The UK bank levy, introduced in 2011 and increased eight times since, has been rapidly transformed from a targeted incentive to reduce systemic risk by trimming balance sheets into permanent, all-purpose taxation. Both the Conservative and Labour parties would raise the levy if elected, with Labour adding £800m to pay for childcare.

The levy falls more heavily on HSBC and Standard Chartered than it does on foreign banks that pay only on UK activities, or UK banks that do not have big operations abroad. As a contribution to the government for providing a backstop in a crisis, it has its merits, (although banks also pay deposit insurance and corporation tax), but it is badly targeted as a general tax.

After all, neither HSBC nor Standard Chartered, which gains only 8 per cent of its turnover from the UK, needs to pay the non-UK element. It might cost them £1bn each to move head office, but they could recoup it quickly while shielding themselves from further rises in the levy, and political uncertainties including the possibility of the UK leaving the EU.

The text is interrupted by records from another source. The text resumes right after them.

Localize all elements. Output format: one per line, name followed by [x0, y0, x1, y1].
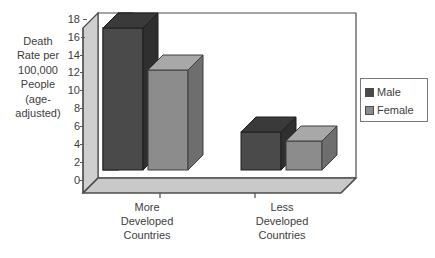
y-tick-label-8: 8: [58, 103, 80, 114]
legend: Male Female: [360, 78, 428, 122]
y-tick-label-16: 16: [58, 32, 80, 43]
bar-female-more-developed: [148, 55, 203, 170]
y-tick-mark-16: [81, 37, 85, 38]
y-tick-mark-12: [80, 72, 84, 73]
y-tick-label-0: 0: [58, 175, 80, 186]
bar-chart: Death Rate per 100,000 People (age- adju…: [0, 0, 435, 258]
y-tick-mark-8: [80, 108, 84, 109]
legend-item-male[interactable]: Male: [365, 84, 401, 100]
x-axis-label-less-developed-line-3: Countries: [222, 228, 342, 242]
x-axis-label-more-developed-line-1: More: [87, 200, 207, 214]
plot-floor: [83, 178, 356, 193]
y-tick-label-12: 12: [58, 67, 80, 78]
x-axis-label-more-developed-line-2: Developed: [87, 214, 207, 228]
x-axis-label-less-developed-line-1: Less: [222, 200, 342, 214]
legend-swatch-female-icon: [365, 106, 374, 115]
y-tick-label-14: 14: [58, 50, 80, 61]
y-tick-mark-4: [80, 144, 84, 145]
x-axis-label-more-developed-line-3: Countries: [87, 228, 207, 242]
y-tick-label-18: 18: [58, 14, 80, 25]
x-axis-label-more-developed: More Developed Countries: [87, 200, 207, 242]
y-tick-label-6: 6: [58, 121, 80, 132]
x-axis-label-less-developed-line-2: Developed: [222, 214, 342, 228]
legend-item-female[interactable]: Female: [365, 102, 414, 118]
y-tick-mark-6: [80, 126, 84, 127]
legend-label-male: Male: [377, 87, 401, 98]
y-tick-label-4: 4: [58, 139, 80, 150]
legend-label-female: Female: [377, 105, 414, 116]
y-tick-mark-14: [80, 55, 84, 56]
y-tick-mark-18: [83, 19, 87, 20]
x-axis-label-less-developed: Less Developed Countries: [222, 200, 342, 242]
y-tick-label-2: 2: [58, 157, 80, 168]
y-tick-mark-2: [80, 162, 84, 163]
y-tick-label-10: 10: [58, 85, 80, 96]
legend-swatch-male-icon: [365, 88, 374, 97]
plot-left-wall: [83, 13, 98, 193]
y-tick-mark-0: [79, 180, 83, 181]
y-tick-mark-10: [80, 90, 84, 91]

For Standard Chartered, London has historic advantages. Its operations are evenly spread across different countries and regions and the UK has provided a neutral, stable home with a strong legal system and regulatory structure (despite the flaws revealed by the 2008 crisis). Without a sharp prod to move, it would probably stay.

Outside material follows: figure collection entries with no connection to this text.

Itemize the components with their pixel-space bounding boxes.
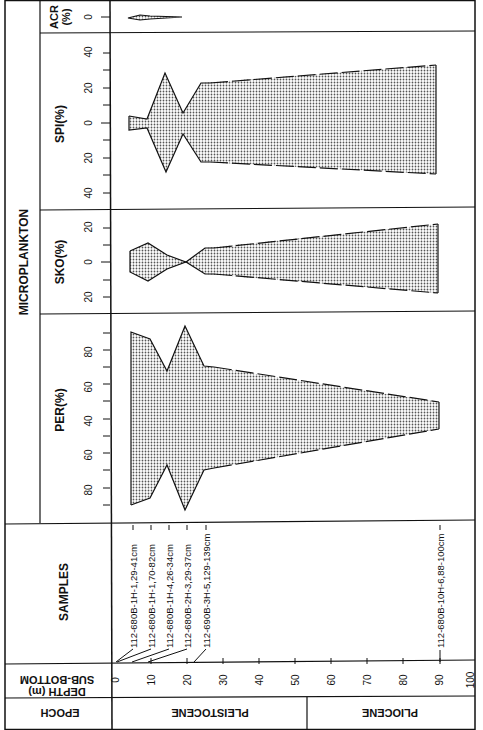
sample-label: 112-680B-1H-4,26-34cm: [164, 544, 175, 648]
per-range-shape: [131, 326, 439, 510]
depth-axis-label: SUB-BOTTOM DEPTH (m): [20, 674, 94, 698]
svg-text:0: 0: [83, 259, 94, 265]
svg-text:(%): (%): [60, 8, 72, 25]
epoch-header: EPOCH: [40, 707, 79, 719]
svg-text:60: 60: [83, 449, 94, 461]
svg-text:PER(%): PER(%): [53, 388, 67, 431]
svg-text:80: 80: [83, 346, 94, 358]
acr-panel-label: ACR (%) 0: [48, 5, 110, 29]
svg-text:40: 40: [83, 46, 94, 58]
sample-label: 112-680B-1H-1,70-82cm: [146, 544, 157, 648]
svg-text:70: 70: [362, 674, 373, 686]
svg-text:30: 30: [218, 674, 229, 686]
sample-labels: 112-680B-1H-1,29-41cm 112-680B-1H-1,70-8…: [128, 525, 446, 648]
svg-text:SUB-BOTTOM: SUB-BOTTOM: [20, 674, 94, 686]
svg-text:80: 80: [398, 674, 409, 686]
sample-label: 112-680B-10H-6,88-100cm: [435, 533, 446, 648]
svg-text:0: 0: [83, 14, 94, 20]
svg-text:40: 40: [254, 674, 265, 686]
svg-text:20: 20: [83, 291, 94, 303]
svg-text:90: 90: [434, 674, 445, 686]
sample-label: 112-680B-1H-1,29-41cm: [128, 544, 139, 648]
spi-panel-label: SPI(%) 40 20 0 20 40: [53, 46, 110, 199]
svg-text:0: 0: [83, 120, 94, 126]
svg-text:50: 50: [290, 674, 301, 686]
svg-text:60: 60: [83, 381, 94, 393]
svg-text:100: 100: [465, 671, 476, 688]
acr-range-shape: [128, 15, 182, 20]
svg-text:40: 40: [83, 415, 94, 427]
sko-range-shape: [130, 224, 438, 293]
spi-range-shape: [129, 65, 436, 174]
samples-header: SAMPLES: [57, 563, 71, 621]
svg-text:40: 40: [83, 187, 94, 199]
svg-text:ACR: ACR: [48, 5, 60, 29]
sample-label: 112-680B-2H-3,29-37cm: [182, 544, 193, 648]
sample-label: 112-690B-3H-5,129-139cm: [201, 533, 212, 648]
svg-text:20: 20: [83, 152, 94, 164]
svg-text:SPI(%): SPI(%): [53, 105, 67, 143]
svg-text:0: 0: [110, 677, 121, 683]
sko-panel-label: SKO(%) 20 0 20: [53, 221, 110, 303]
group-title: MICROPLANKTON: [17, 209, 31, 315]
svg-text:20: 20: [83, 221, 94, 233]
sample-leader-lines: [116, 649, 440, 662]
svg-text:20: 20: [182, 674, 193, 686]
svg-text:DEPTH (m): DEPTH (m): [28, 686, 86, 698]
axis-line: [110, 0, 112, 730]
epoch-pleistocene: PLEISTOCENE: [171, 707, 248, 719]
svg-text:SKO(%): SKO(%): [53, 240, 67, 285]
diagram-canvas: MICROPLANKTON ACR (%) 0 SPI(%) 40 20 0 2…: [0, 0, 483, 730]
svg-text:10: 10: [146, 674, 157, 686]
svg-text:80: 80: [83, 484, 94, 496]
epoch-pliocene: PLIOCENE: [362, 707, 418, 719]
svg-text:60: 60: [326, 674, 337, 686]
range-chart-diagram: MICROPLANKTON ACR (%) 0 SPI(%) 40 20 0 2…: [0, 0, 483, 730]
per-panel-label: PER(%) 80 60 40 60 80: [53, 333, 110, 505]
svg-text:20: 20: [83, 82, 94, 94]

But British parochialism is evident both in how the bank levy has been imposed and the general reaction to HSBC raising the possibility of leaving ("They're only bluffing and good riddance to bankers, anyway," has been the dominant note). The truth is that Asia is an attractive alternative.

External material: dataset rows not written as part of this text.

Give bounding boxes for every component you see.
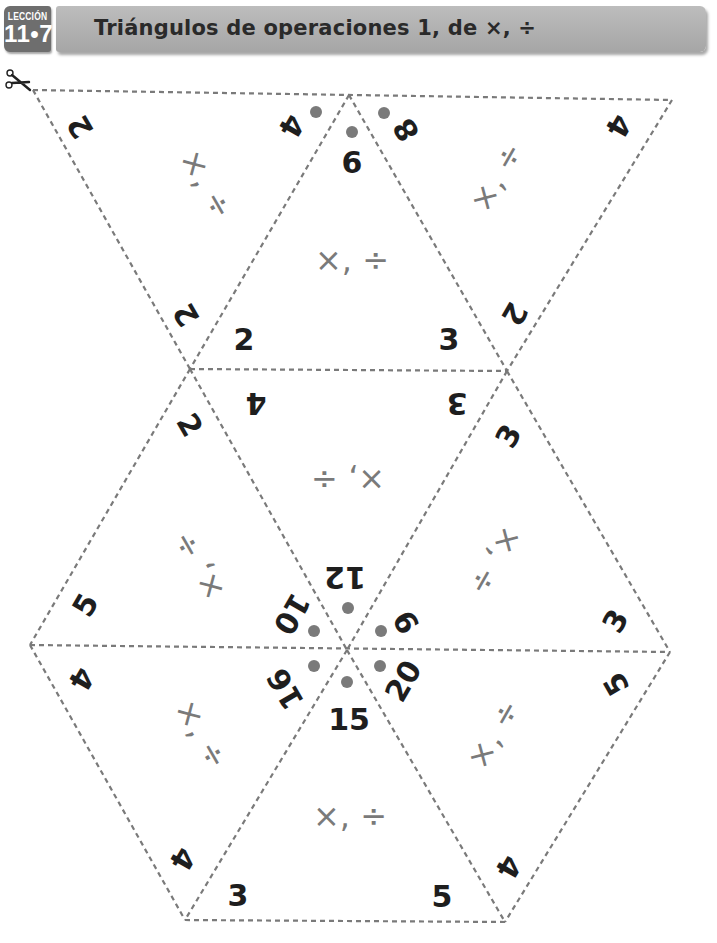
- number: 3: [488, 418, 529, 454]
- operations-label: ×, ÷: [172, 142, 242, 225]
- number: 2: [494, 296, 535, 332]
- dot-B: [346, 126, 358, 138]
- number: 5: [65, 587, 106, 623]
- dot-H: [341, 676, 353, 688]
- number: 2: [169, 407, 210, 443]
- number: 4: [162, 841, 203, 877]
- number: 15: [328, 702, 370, 737]
- dot-I: [374, 660, 386, 672]
- triangle-B: 6 2 3 ×, ÷: [234, 145, 460, 357]
- dot-F: [375, 625, 387, 637]
- number: 2: [166, 297, 207, 333]
- triangle-C: 8 4 2 ×, ÷: [386, 108, 639, 332]
- dot-E: [308, 625, 320, 637]
- number: 3: [439, 322, 460, 357]
- number: 5: [596, 666, 637, 702]
- number: 4: [61, 661, 102, 697]
- dot-A: [310, 106, 322, 118]
- number: 6: [342, 145, 363, 180]
- number: 5: [432, 879, 453, 914]
- number: 4: [488, 849, 529, 885]
- number: 9: [386, 604, 427, 640]
- number: 20: [378, 654, 429, 708]
- operations-label: ×, ÷: [311, 461, 385, 499]
- number: 4: [598, 108, 639, 144]
- number: 2: [60, 109, 101, 145]
- number: 3: [447, 386, 468, 421]
- number: 2: [234, 322, 255, 357]
- number: 12: [324, 560, 366, 595]
- operations-label: ×, ÷: [461, 135, 531, 218]
- triangle-E: 2 5 10 ×, ÷: [65, 407, 317, 641]
- number: 3: [595, 603, 636, 639]
- number: 4: [271, 108, 312, 144]
- operations-label: ×, ÷: [163, 524, 233, 607]
- operations-label: ×, ÷: [315, 241, 389, 279]
- triangle-sheet: 2 4 2 ×, ÷ 6 2 3 ×, ÷ 8 4 2 ×, ÷ 4 3 12 …: [0, 0, 717, 943]
- operations-label: ×, ÷: [313, 797, 387, 835]
- dot-G: [308, 660, 320, 672]
- triangle-H: 15 3 5 ×, ÷: [228, 702, 453, 914]
- number: 4: [246, 386, 267, 421]
- number: 3: [228, 878, 249, 913]
- number: 16: [260, 662, 311, 716]
- dot-C: [378, 107, 390, 119]
- number: 8: [386, 112, 427, 148]
- operations-label: ×, ÷: [167, 692, 237, 775]
- dot-D: [342, 602, 354, 614]
- operations-label: ×, ÷: [461, 519, 531, 602]
- triangle-A: 2 4 2 ×, ÷: [60, 108, 312, 333]
- operations-label: ×, ÷: [458, 692, 528, 775]
- triangle-D: 4 3 12 ×, ÷: [246, 386, 468, 595]
- triangle-G: 4 16 4 ×, ÷: [61, 661, 311, 877]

Not only is HSBC valued by Hong Kong investors more for paying dividends than taxes but it wins easily on "a 20-year view on where is the fastest economic growth in the world", as Stuart Gulliver, HSBC's chief executive, phrased the choice this week. HSBC came to the UK in 1993 to hedge political and financial risk, but this is a logical time to double down on Asia.

Both Hong Kong and Singapore are well supervised financial centres that emerged intact from the 1997 Asian crisis - one US chief executive rates Singapore as "the gold standard" for regulation, with well-paid, technocratic and strict supervisors that impose firm risk limits. The Hong Kong Monetary Authority is known for intervening to curtail property lending.

The question is whether Hong Kong is strong enough to take on the whole of HSBC's $2.6tn balance sheet. It is already highly banked - banking assets are 700 per cent of gross domestic product and HSBC is the largest local bank. China could stand behind the territory in a crisis, but HSBC would not want to risk the dragon's embrace.

The UK has made it easier for HSBC to leave in this regard. By imposing ringfencing of balance sheets of UK retail banks from 2019, it is mirroring how HSBC structures itself. Instead of relying on a central pool of capital - whether in London or Hong Kong - to support all of its activities, it holds capital at each subsidiary, lessening the weight for Hong Kong to bear.

It would be useful for HSBC and the UK to part ways now. The former has grumbled for a long time about having to be in London and has a natural home to which to relocate. The latter would get a reality check - evidence that it stands to lose something by treating global banks that choose to domicile there largely as taxable pariahs.

The loss would involve more than the levy - although halving the amount that HSBC pays would be significant enough. It would also mean a reduction in jobs and in work for professional services firms. The UK, along with other countries, is right to regulate banks more tightly than before. But it needs them to settle too.